* [What needs to be done] As the answer, return precisely the lines from the one containing "Describe the element at coordinates (298, 225)" to the final line of the material below, inclusive, and omit every picture.

* [Data supplied]
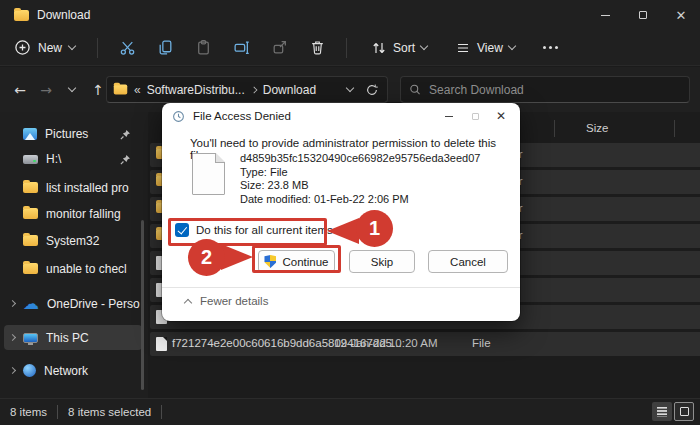  Describe the element at coordinates (550, 48) in the screenshot. I see `more-options-button` at that location.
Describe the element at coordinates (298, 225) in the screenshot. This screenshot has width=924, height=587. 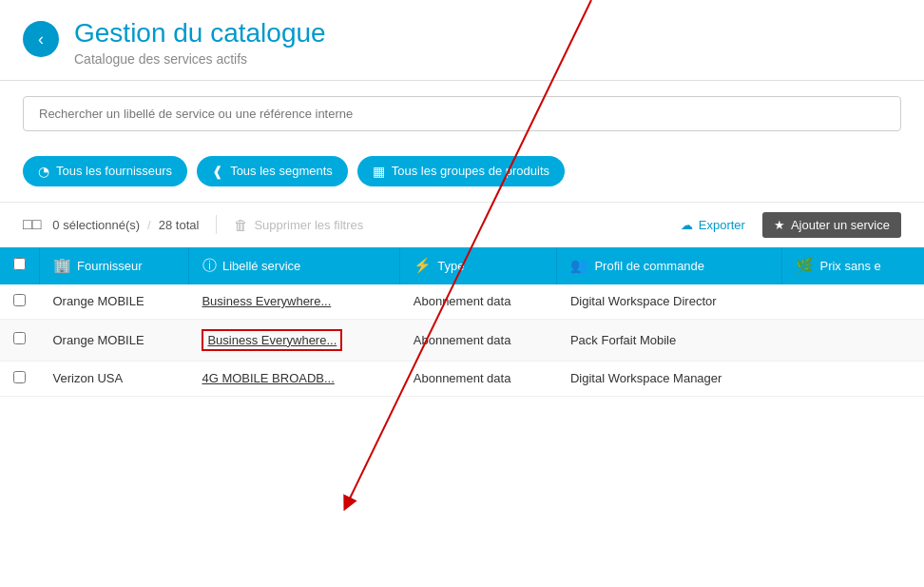
I see `delete-filters-button: 🗑 Supprimer les filtres` at that location.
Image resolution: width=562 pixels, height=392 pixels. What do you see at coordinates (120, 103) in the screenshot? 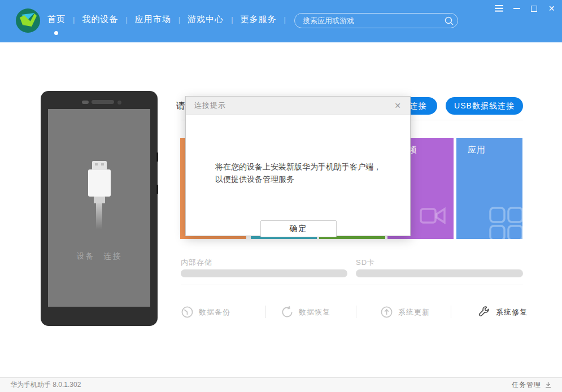
I see `phone-camera-dot` at bounding box center [120, 103].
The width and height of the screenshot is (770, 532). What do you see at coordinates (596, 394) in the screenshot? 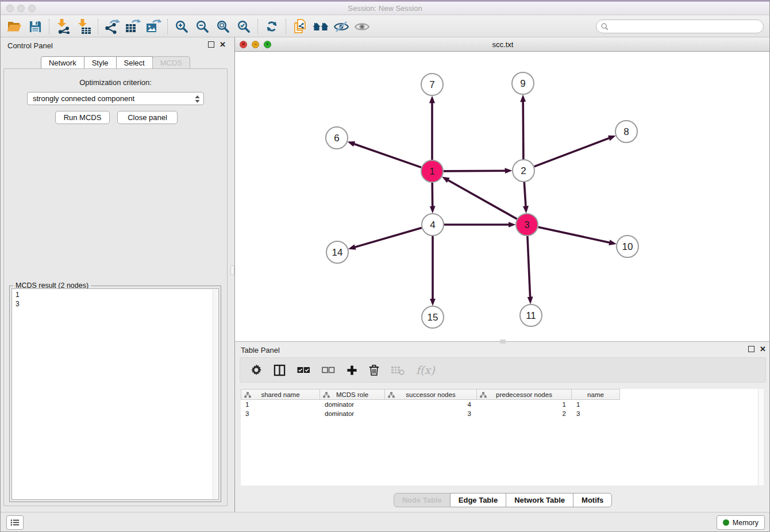
I see `column-header-name: name` at bounding box center [596, 394].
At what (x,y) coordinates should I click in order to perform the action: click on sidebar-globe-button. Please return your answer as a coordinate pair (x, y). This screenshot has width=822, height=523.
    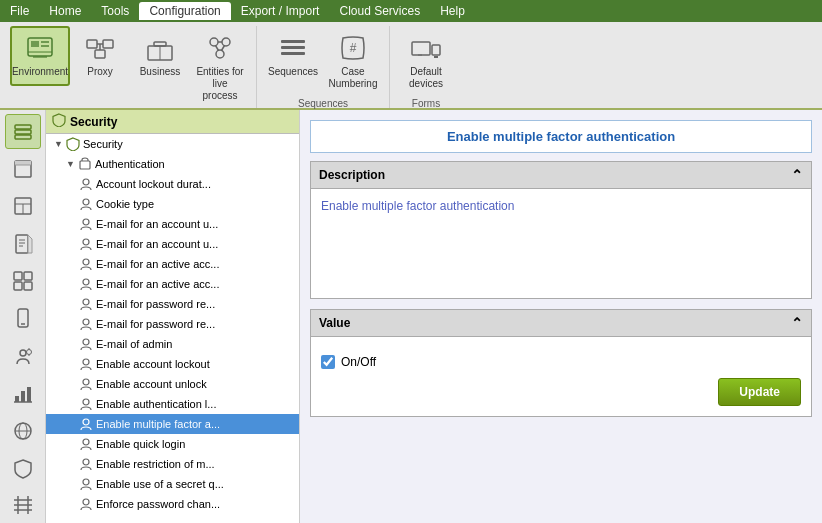
    Looking at the image, I should click on (23, 430).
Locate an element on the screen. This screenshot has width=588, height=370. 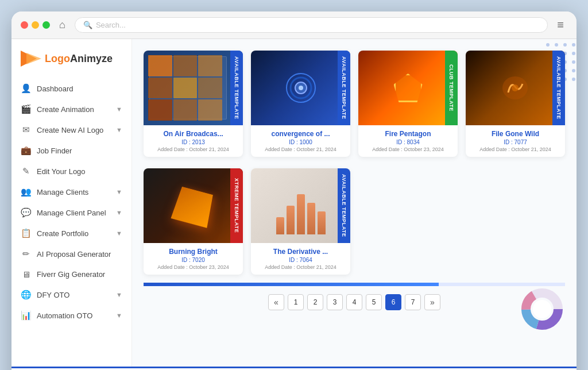
sidebar-item-edit-logo: ✎ Edit Your Logo is located at coordinates (71, 171).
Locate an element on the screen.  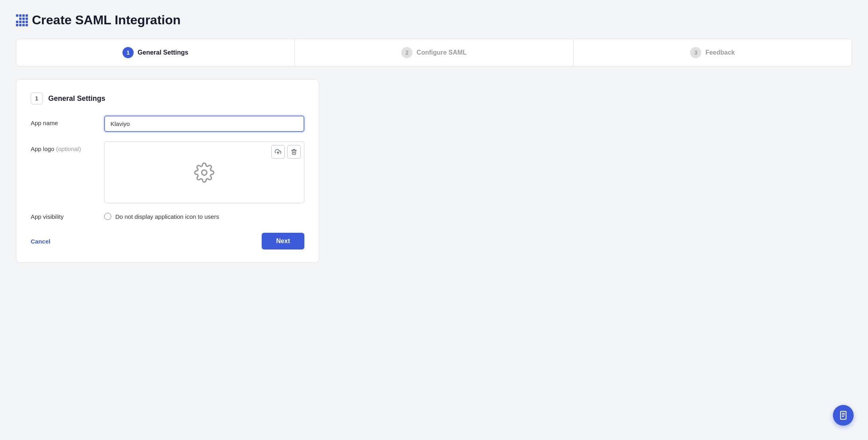
upload-logo-button is located at coordinates (278, 152).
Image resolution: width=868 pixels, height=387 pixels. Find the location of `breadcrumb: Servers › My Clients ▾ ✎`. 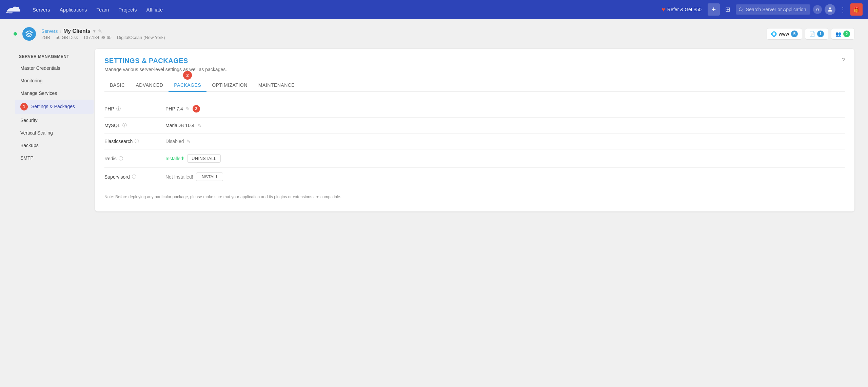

* [Completed task]
Describe the element at coordinates (298, 225) in the screenshot. This screenshot has width=924, height=587. 
I see `delete-filters-button: 🗑 Supprimer les filtres` at that location.
Image resolution: width=562 pixels, height=392 pixels. What do you see at coordinates (120, 103) in the screenshot? 
I see `phone-camera-dot` at bounding box center [120, 103].
The width and height of the screenshot is (770, 532). What do you see at coordinates (596, 394) in the screenshot? 
I see `column-header-name: name` at bounding box center [596, 394].
At what (x,y) coordinates should I click in order to perform the action: click on sidebar-globe-button. Please return your answer as a coordinate pair (x, y). This screenshot has width=822, height=523.
    Looking at the image, I should click on (23, 430).
Locate an element on the screen. This screenshot has width=588, height=370. 
sidebar-item-edit-logo: ✎ Edit Your Logo is located at coordinates (71, 171).
Locate an element on the screen.  
upload-logo-button is located at coordinates (278, 152).
Image resolution: width=868 pixels, height=387 pixels. Find the location of `breadcrumb: Servers › My Clients ▾ ✎`. 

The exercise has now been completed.